Business Report

Communities rally against the Draft Mineral Resources Development Bill, fearing increased marginalisation

Manyane Manyane|Published

The Mining Affected Communities United in Action (Macua) says the proposed draft Mineral Resources Development Bill, 2025, betrays the transformation objectives fought for during the liberation Struggle.

Image: Supplied

As South Africa is preparing to commemorate the Marikana Massacre, the Mining Affected Communities United in Action (Macua), says communities are still excluded from crucial decision-making related to mining and its impact on their lives, and that the proposed draft Mineral Resources Development Bill, 2025, would further perpetuate the assault. 

This exclusion perpetuates a cycle of marginalisation and inequality, where communities bear the brunt of mining’s negative impacts without benefiting from the resources extracted from their land.

 The Draft Bill was published for public comment on May 20, 2025, with a submission deadline of August 13, 2025. The Bill aims to ensure policy and regulatory certainty, enhance investor confidence, reduce bureaucratic inefficiencies, and improve turnaround times for mining rights, permits, and regulatory approvals, as well as formally recognise artisanal mining and advance transformation in the mining sector.

However, Macua said the Bill, as currently drafted, betrayed the transformation objectives fought for during the liberation Struggle. 

The organisation said instead of advancing democratic participation and justice, the amendments entrench the power of mining companies and marginalise the voices of communities. 

Macua, which is expected to make a submission today (August 13), added that Minister of Mineral and Petroleum Resources Gwede Mantashe and his department are failing in their constitutional duty to ensure meaningful consultation, participation, and protection for communities directly affected by extractive activities.

“We refuse to be treated as spectators to decisions that determine the fate of our land, our water, our health, and our economic sovereignty,” stated the organisation.

The department on Monday said it was working on a response. Spokesperson Johannes Makobane on Tuesday said a response was going through internal processes. 

Macua spokesperson Tholakele Thabane said submissions would be made in five provincial offices of the Mineral and Resources. The provinces include Pretoria (Gauteng), Klerksdorp (North West), Emalahleni (Mpumalanga), Polokwane (Limpopo), and Welkom in the Free State.

“This submission and our collective resistance take place on the 13th anniversary of the Marikana Massacre, when 34 mineworkers were gunned down for demanding a living wage. It also comes just eight months after the state engineered the mass starvation and abandonment of over 100 artisanal mineworkers in Stilfontein, whose lives were treated as disposable,” said Thabane, who added that these moments are not isolated incidents, and that they are part of a broader pattern of the state-backed violence, neglect, and the criminalisation of poor, black mining communities. 

South Africa will commemorate the 13th anniversary of the Marikana Massacre on August 13, 2025. The tragedy happened at the Lonmin Platinum Mine in Marikana, North West, on August 16, 2012. The event, which involved a police shooting during a strike, resulted in the deaths of 34 miners and injuries to many more.

By physically delivering its submissions to the Mineral and Petroleum offices, Macua said it is making it clear that it refuses to be sidelined, ignored, or tokenised.

The organisation stated that this action is a collective refusal to accept the ongoing exploitation, marginalisation, and environmental destruction that the proposed Bill threatens to worsen.

“This is not just a symbolic gesture; this is a necessary act of resistance. It is a direct and deliberate intervention by communities to assert our constitutional rights to be heard, to be consulted, and to influence the laws that govern our land and resources.

“We are not merely stakeholders; we are the rightful custodians of the land, and our voices must shape the policies that impact our lives,” said Thabane. 

The organisation said the Bill also fails to reflect the lived realities of mining-affected communities and was compiled without genuine community participation, adding that it goes directly against the recommendations of the SA Human Rights Commission (SAHRC), which has repeatedly called for the full legal recognition of mining-affected communities and for mechanisms that guarantee community ownership, benefit-sharing, and protection from exploitation.

“Far from advancing transformation, the Bill removes critical protections and omits key obligations that previously existed, such as the requirement for community ownership under the Mining Charter. This exclusion, among others, strips communities of their economic agency and ensures they are left poorer and more vulnerable, while mining companies are further empowered,” said Thabane.

He added that the Bill also fails to establish artisanal and small-scale mining (ASM) as a viable and legitimate economic pathway for communities, and will continue with the criminalisation of artisanal miners, enabling state and police violence through laws that mirror operations like Vala Umgodi.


- Prompt -
How many lines of the material below contain the string "background"? Answer with the number and nothing else.

== Segment start ==

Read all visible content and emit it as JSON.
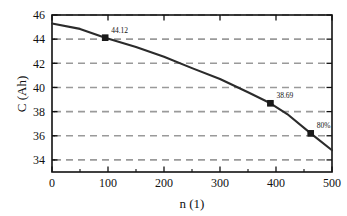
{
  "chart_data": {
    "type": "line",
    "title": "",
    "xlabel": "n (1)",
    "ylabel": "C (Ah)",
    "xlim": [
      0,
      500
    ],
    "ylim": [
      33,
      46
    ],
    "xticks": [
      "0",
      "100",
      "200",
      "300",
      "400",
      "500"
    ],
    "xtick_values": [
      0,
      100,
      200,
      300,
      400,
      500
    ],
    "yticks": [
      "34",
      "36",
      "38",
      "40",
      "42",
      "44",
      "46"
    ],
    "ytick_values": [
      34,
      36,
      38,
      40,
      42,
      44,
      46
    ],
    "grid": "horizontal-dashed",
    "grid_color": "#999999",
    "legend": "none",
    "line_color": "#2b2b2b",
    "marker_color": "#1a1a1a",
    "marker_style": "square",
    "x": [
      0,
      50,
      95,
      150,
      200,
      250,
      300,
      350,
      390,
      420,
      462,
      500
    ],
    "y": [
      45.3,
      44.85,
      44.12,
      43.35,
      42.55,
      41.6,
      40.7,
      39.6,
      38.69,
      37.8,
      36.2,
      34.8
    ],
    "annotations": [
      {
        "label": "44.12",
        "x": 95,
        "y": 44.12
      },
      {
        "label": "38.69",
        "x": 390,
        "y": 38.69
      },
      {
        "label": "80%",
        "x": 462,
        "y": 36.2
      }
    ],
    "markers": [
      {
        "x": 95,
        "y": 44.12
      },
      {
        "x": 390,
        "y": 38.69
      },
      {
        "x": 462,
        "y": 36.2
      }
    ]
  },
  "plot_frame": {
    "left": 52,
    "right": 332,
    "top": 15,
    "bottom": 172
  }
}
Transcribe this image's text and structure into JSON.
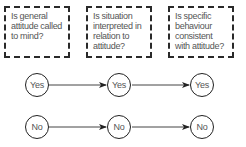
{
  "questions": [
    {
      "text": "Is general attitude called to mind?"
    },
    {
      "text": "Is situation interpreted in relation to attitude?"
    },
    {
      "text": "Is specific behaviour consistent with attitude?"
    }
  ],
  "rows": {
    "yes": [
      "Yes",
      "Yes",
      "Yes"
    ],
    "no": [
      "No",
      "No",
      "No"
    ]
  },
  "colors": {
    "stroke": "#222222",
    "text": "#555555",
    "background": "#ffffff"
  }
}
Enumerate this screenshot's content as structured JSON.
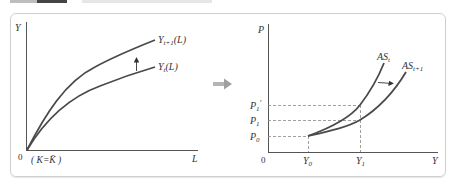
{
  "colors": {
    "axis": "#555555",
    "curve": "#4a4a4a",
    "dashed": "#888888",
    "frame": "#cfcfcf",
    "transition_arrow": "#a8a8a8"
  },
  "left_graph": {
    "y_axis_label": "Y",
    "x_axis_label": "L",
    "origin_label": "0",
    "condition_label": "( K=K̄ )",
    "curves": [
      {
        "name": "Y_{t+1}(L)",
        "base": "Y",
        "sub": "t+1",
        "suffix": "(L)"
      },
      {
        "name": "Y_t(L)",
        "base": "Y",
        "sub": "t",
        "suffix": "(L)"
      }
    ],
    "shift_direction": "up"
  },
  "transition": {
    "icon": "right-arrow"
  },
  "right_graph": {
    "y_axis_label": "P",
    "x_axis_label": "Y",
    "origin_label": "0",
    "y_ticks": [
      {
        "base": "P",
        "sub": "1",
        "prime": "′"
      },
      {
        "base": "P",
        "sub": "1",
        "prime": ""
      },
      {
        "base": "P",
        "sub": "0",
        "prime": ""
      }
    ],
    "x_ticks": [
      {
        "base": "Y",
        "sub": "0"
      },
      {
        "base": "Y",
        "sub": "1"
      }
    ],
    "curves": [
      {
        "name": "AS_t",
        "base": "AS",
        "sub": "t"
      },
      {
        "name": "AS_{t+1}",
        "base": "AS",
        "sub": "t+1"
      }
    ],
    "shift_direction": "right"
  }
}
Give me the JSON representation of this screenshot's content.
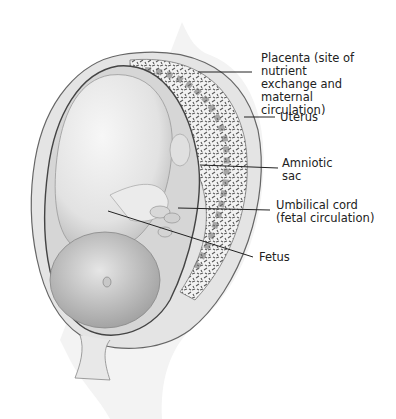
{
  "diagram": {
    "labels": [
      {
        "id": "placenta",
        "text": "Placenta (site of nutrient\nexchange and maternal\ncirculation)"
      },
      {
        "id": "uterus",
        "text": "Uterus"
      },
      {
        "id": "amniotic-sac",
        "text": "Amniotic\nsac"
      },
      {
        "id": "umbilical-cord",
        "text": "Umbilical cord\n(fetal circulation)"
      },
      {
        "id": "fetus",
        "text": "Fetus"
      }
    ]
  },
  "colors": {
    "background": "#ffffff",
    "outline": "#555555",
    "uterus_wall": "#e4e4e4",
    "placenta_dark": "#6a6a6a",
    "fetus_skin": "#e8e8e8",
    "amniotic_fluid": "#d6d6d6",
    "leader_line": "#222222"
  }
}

== Segment end ==

- Written reply -
2